FDA-nixed diabetes drug from Lilly, Boehringer could face rough path to stardom

The FDA may not have been so keen on Boehringer Ingelheim and Eli Lilly's ($LLY) Type 2 diabetes drug Jardiance when it issued a complete response letter in March for problems at its future production site. That didn't stop its across-the-pond counterpart from green-lighting the drug Friday--and it won't keep it from cracking the blockbuster barrier, analysts say. But that doesn't mean getting there will be easy.

After March's positive recommendation from the EU's Committee for Medicinal Products for Human Use (CHMP), the European Commission (EC) has given Jardiance the thumbs up. The once-daily tablet, a member of the up-and-coming SGLT2 class, can be used for patients who are intolerant to metformin or alongside other glucose-lowering meds like insulin.

BI CMO Klaus Dugi

"In Europe, the number of people with type 2 diabetes is growing and management of the condition increasingly requires a holistic approach for individuals and their needs," Boehringer's chief medical officer, Klaus Dugi, said in a statement. "We aim to bring the very latest therapy options to people living with Type 2 diabetes and are delighted empagliflozin will become available in Europe."

It's the third European approval for the BI/Lilly tandem, which formed in 2011. It's also the third in its class--which works by helping remove excess glucose from the body through urine--to gain access to the European market, following AstraZeneca's ($AZN) Forxiga and Johnson & Johnson's ($JNJ) Invokana.

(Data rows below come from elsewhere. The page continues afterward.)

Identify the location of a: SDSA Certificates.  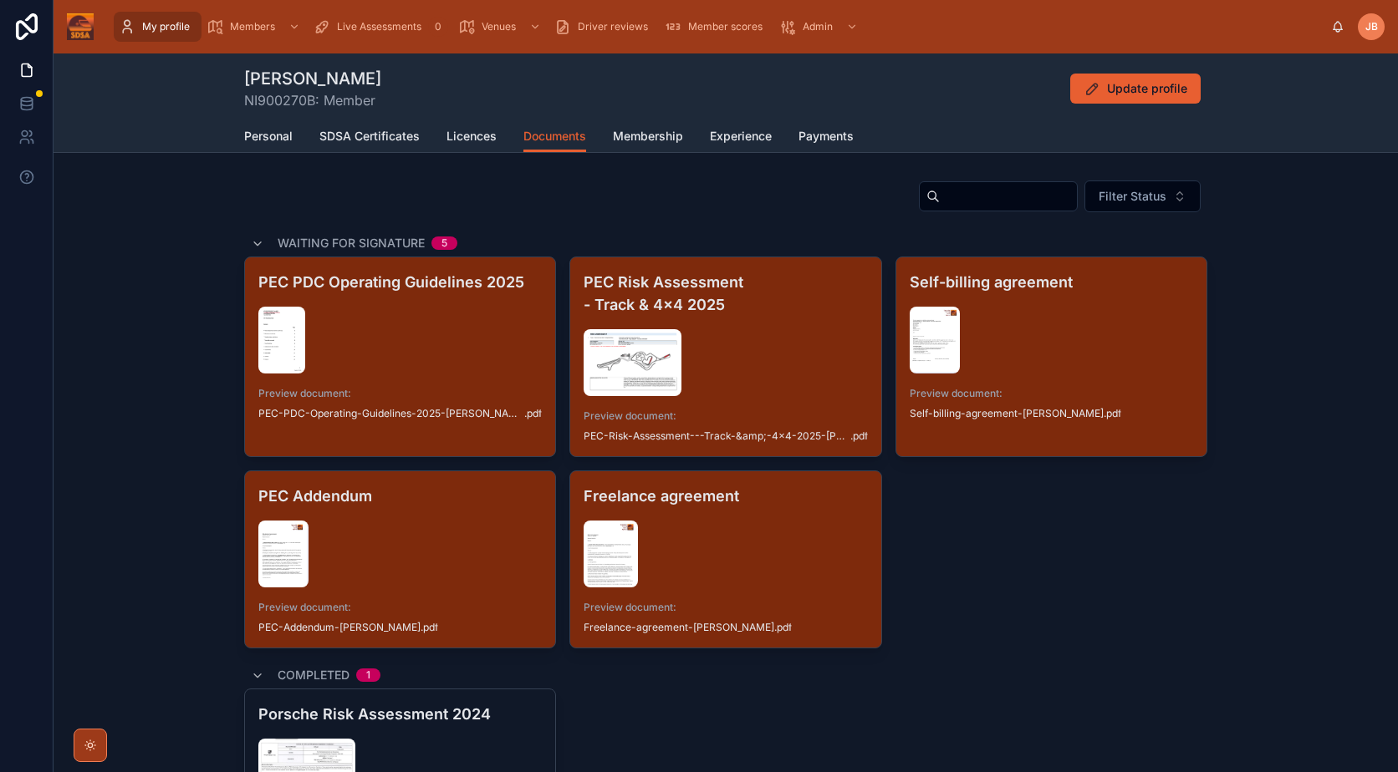
(369, 138).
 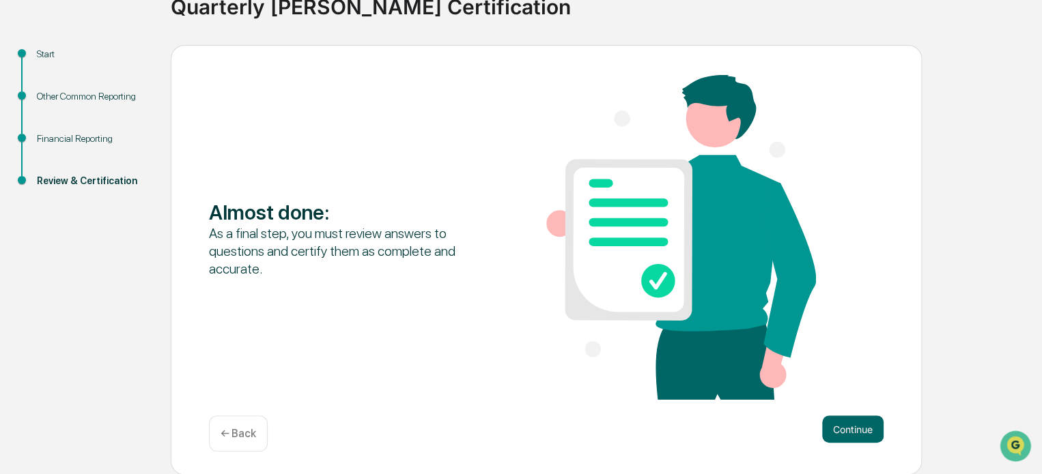 What do you see at coordinates (17, 17) in the screenshot?
I see `img: f2157a4c-a0d3-4daa-907e-bb6f0de503a5-1751232295721` at bounding box center [17, 17].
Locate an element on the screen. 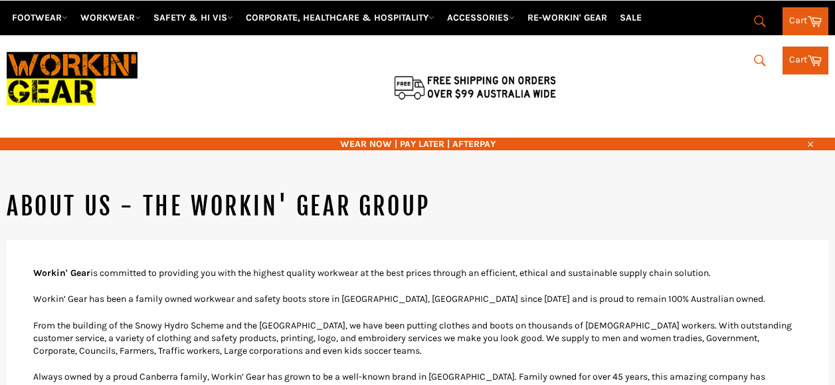 The image size is (835, 385). a: RE-WORKIN' GEAR is located at coordinates (567, 17).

While ISI analysts told FiercePharma they expect Jardiance to rack up worldwide sales of about $2 billion--with Boehringer and Lilly each netting about half of that--it won't necessarily be a cruise to blockbuster land. The SGLT2 trio is up against some serious diabetes heavyweights, like Sanofi's ($SNY) $7-billion-plus behemoth Lantus and Merck's ($MRK) Januvia.

Both Invokana and Forxiga have already faced safety worries over the risk of genital and urinary tract infections, and cost-effectiveness gatekeepers in the U.K. and Germany have taken issue with Forxiga, too, saying they weren't convinced it works any better than competitors already in use.

And that's not to mention the manufacturing struggles that have already complicated Jardiance's approval pathway with the FDA, which said a couple months back that Boehringer needed to fix "deficiencies" at one if its facilities. Since then, the companies haven't issued an update on the matter; Lilly told FierceBiotech in an email Friday only that they plan to submit their response to the agency "as soon as possible."